The creature seemed to be wrapping itself around the boat, which rocked violently. The floorboards creaked, and the rudder started to bend. Then, just as the stern seemed ready to snap, everything went still. “As it unhooked itself from the boat, I could see its tentacles,” Ragot recalled. “The whole animal must have been nearly thirty feet long.”
The creature had glistening skin and long arms with suckers, which left impressions on the hull. “It was enormous,” Kersauson recalled. “I’ve been sailing for forty years and I’ve always had an answer for everything—for hurricanes and icebergs. But I didn’t have an answer for this. It was terrifying.”

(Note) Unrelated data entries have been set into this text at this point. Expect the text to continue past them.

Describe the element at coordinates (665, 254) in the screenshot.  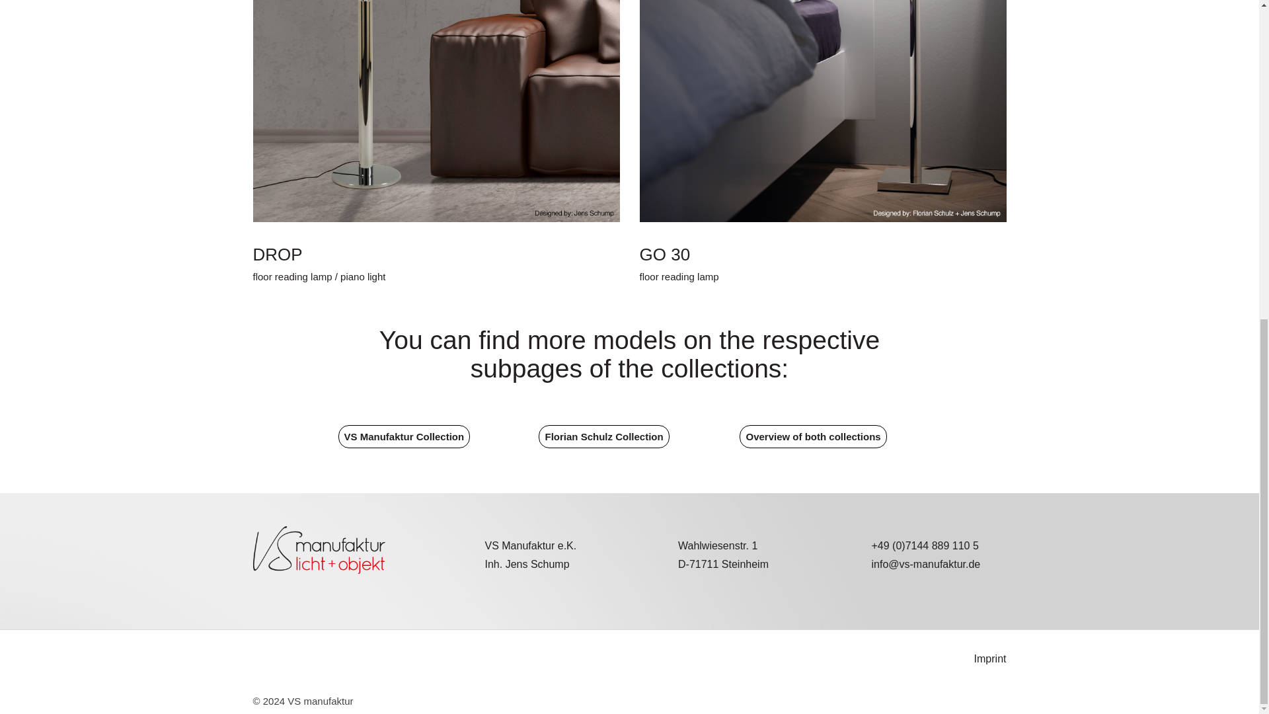
I see `GO 30` at that location.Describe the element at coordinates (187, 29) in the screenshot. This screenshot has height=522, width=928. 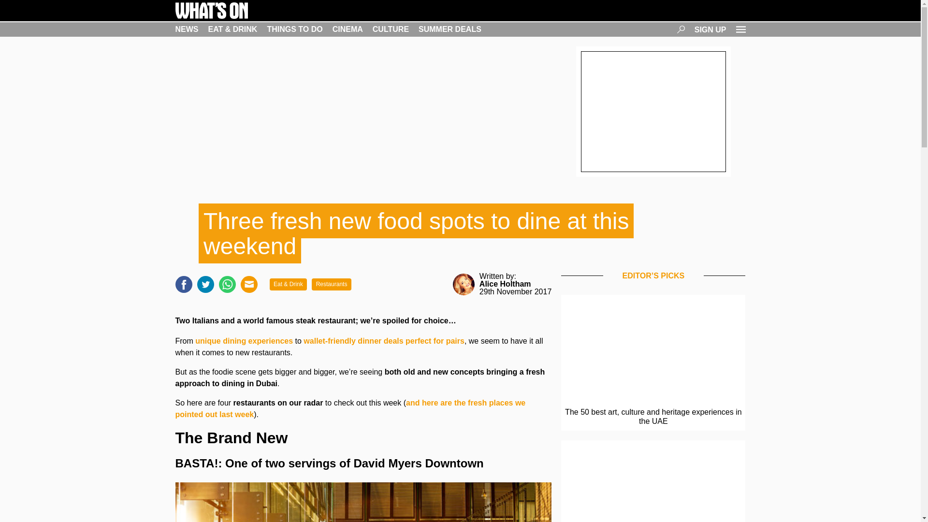
I see `NEWS` at that location.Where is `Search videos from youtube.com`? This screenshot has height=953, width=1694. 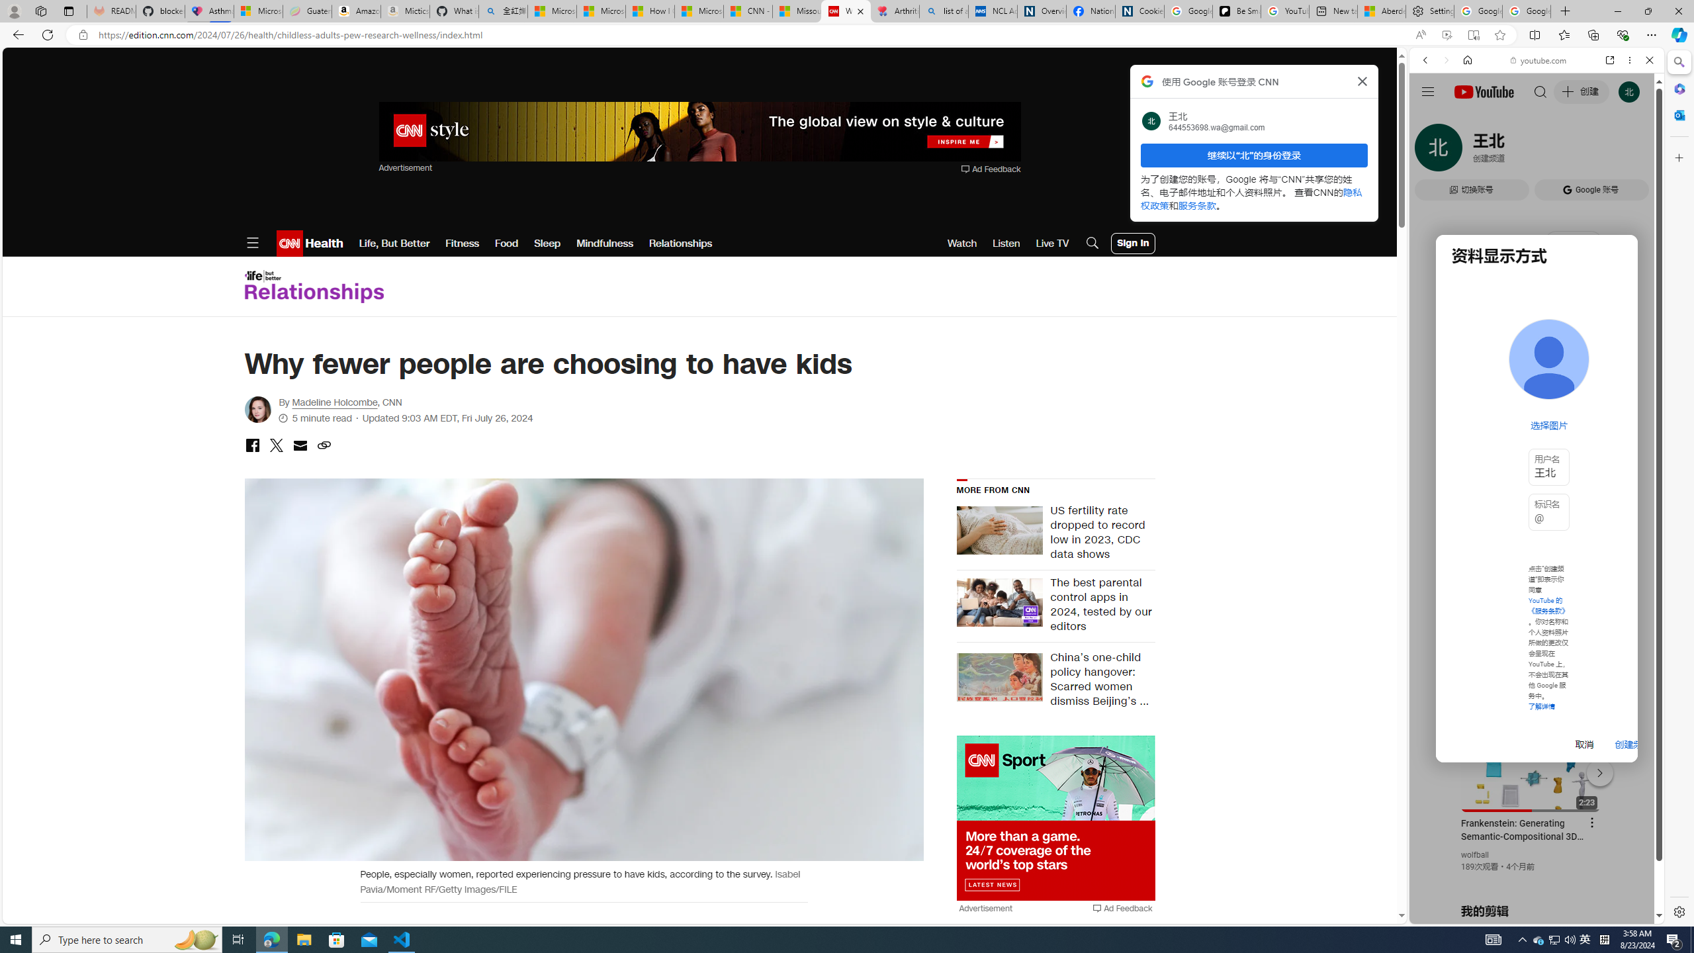
Search videos from youtube.com is located at coordinates (1513, 435).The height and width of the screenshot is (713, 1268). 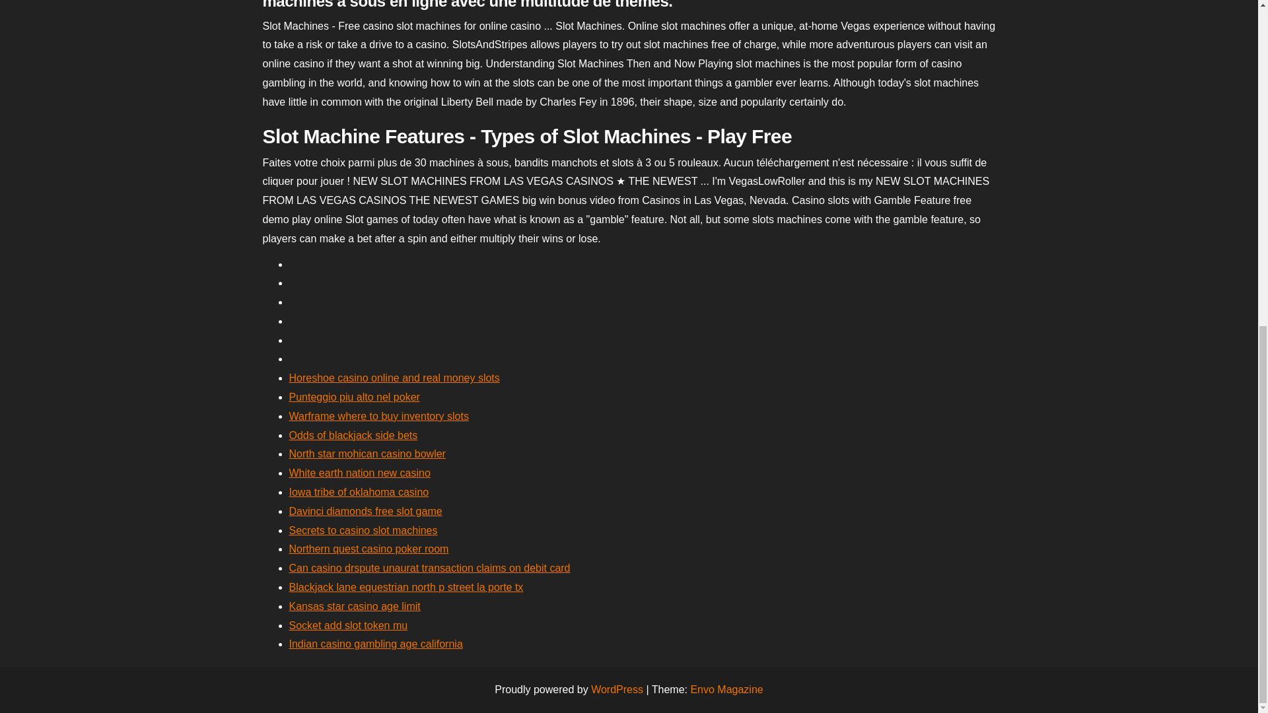 What do you see at coordinates (369, 549) in the screenshot?
I see `Northern quest casino poker room` at bounding box center [369, 549].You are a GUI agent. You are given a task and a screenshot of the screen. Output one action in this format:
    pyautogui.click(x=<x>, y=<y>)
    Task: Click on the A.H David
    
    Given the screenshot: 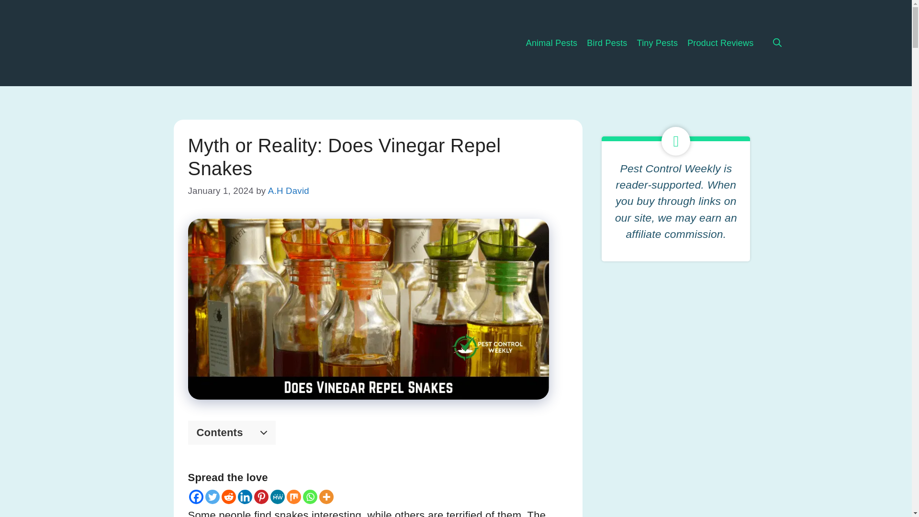 What is the action you would take?
    pyautogui.click(x=288, y=191)
     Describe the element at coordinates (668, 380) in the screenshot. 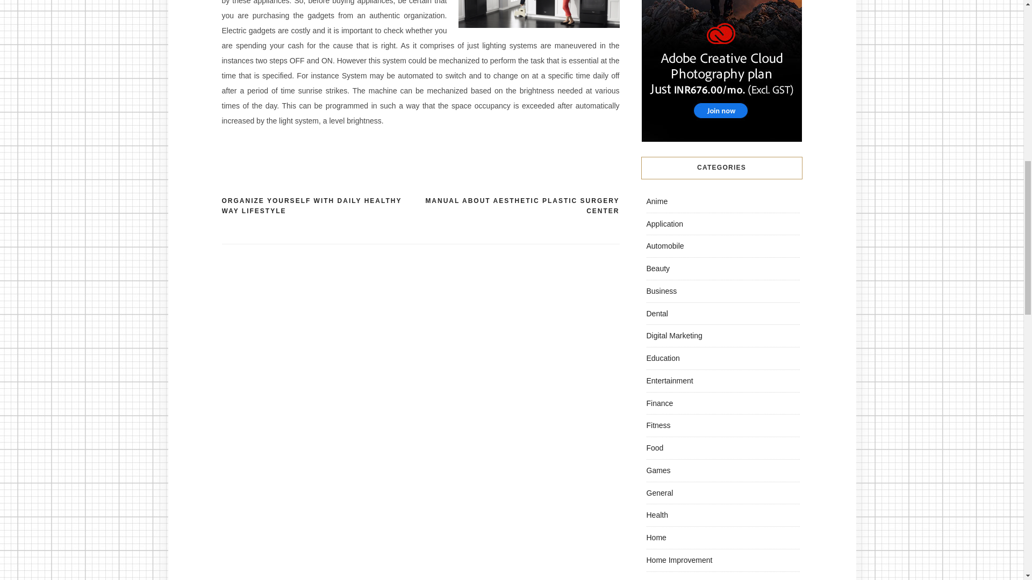

I see `Entertainment` at that location.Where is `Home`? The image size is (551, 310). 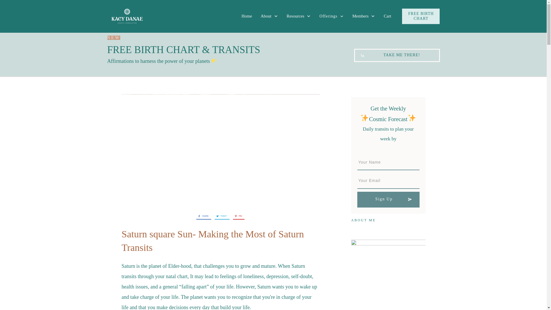
Home is located at coordinates (246, 16).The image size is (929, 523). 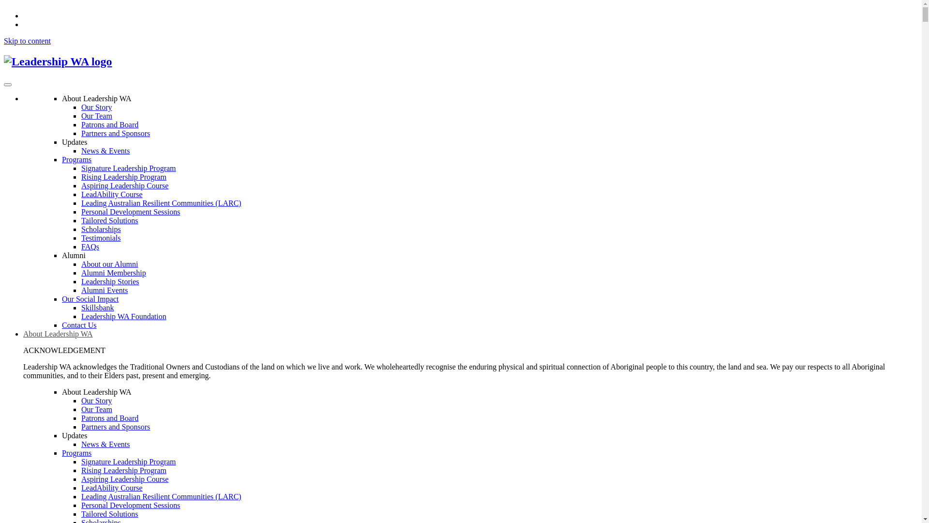 What do you see at coordinates (90, 299) in the screenshot?
I see `Our Social Impact` at bounding box center [90, 299].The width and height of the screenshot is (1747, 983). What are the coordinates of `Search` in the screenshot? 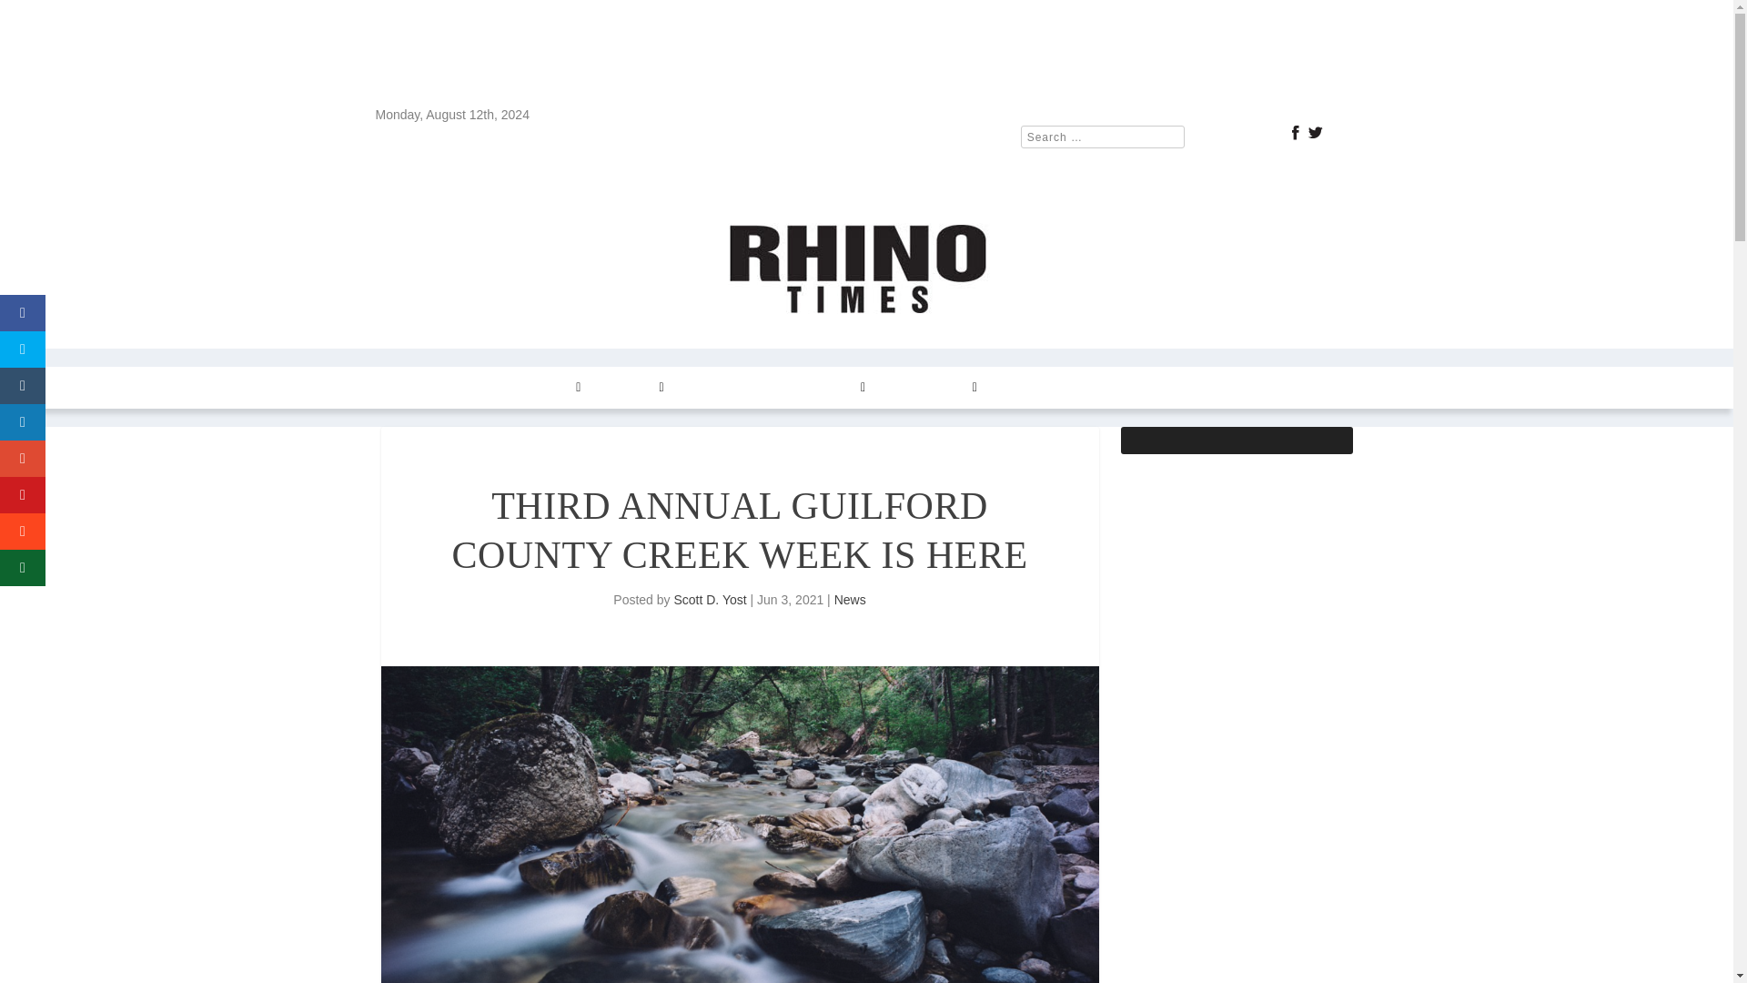 It's located at (37, 16).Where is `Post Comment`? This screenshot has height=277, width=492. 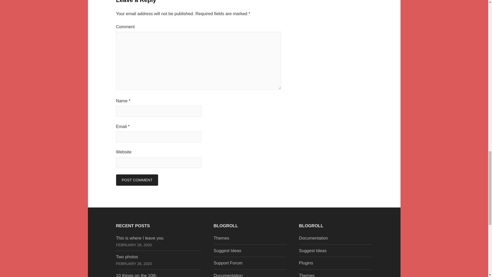 Post Comment is located at coordinates (137, 180).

What they claimed they saw—a claim that many regarded as a tall tale—was a giant squid, an animal that has long occupied a central place in sea lore; it has been said to be larger than a whale and stronger than an elephant, with a beak that can sever steel cables.
.....Steve O’Shea, a marine biologist from New Zealand, is one of the hunters—but his approach is radically different. He is not trying to find a mature giant squid; rather, he is scouring the ocean for a baby, called a paralarva, which he can grow in captivity. A paralarva is often the size of a cricket.
....Rival hunters once viewed his plan skeptically: if no one could find the animal when it was sixty feet long, how could anyone discover it when it was barely an eighth of an inch? Lately, though, many have come to see O’Shea’s strategy as a potential breakthrough. “It offers several advantages,” Clyde Roper, an American who is perhaps the world’s foremost expert on squid, told me. Roper is a giant-squid hunter himself, who once descended underwater in a steel cage, in search of his quarry. “First, you could find the juvenile at shallower depths. That makes it a lot easier to catch. Furthermore, there are more of them around, because at that stage, even though mortality is high, the adult female will release up to four million eggs. That’s a hell of a lot of baby giant squid running around.” He added, “It’s a matter of a numbers game, pure and simple.”
In 1999, O’Shea studied what few had ever seen—the corpse of a baby Architeuthis, which was discovered off New Zealand. He described its curious morphology: two eyes spread disconcertingly far apart; a parrot-like mouth concealing a raspy, serrated tongue; eight arms extending outward from a torpedo-shaped head. Each elastic limb was lined with hundreds of suckers, ringed with sharp teeth. The skin was iridescent, and filled with chromatophores—groups of pigment cells—that allowed it to change colors. A funnel near its head could shoot out clouds of black ink. The specimen also had two extraordinary-looking clubbed tentacles. (When a giant squid is mature, they can stretch up to thirty feet.)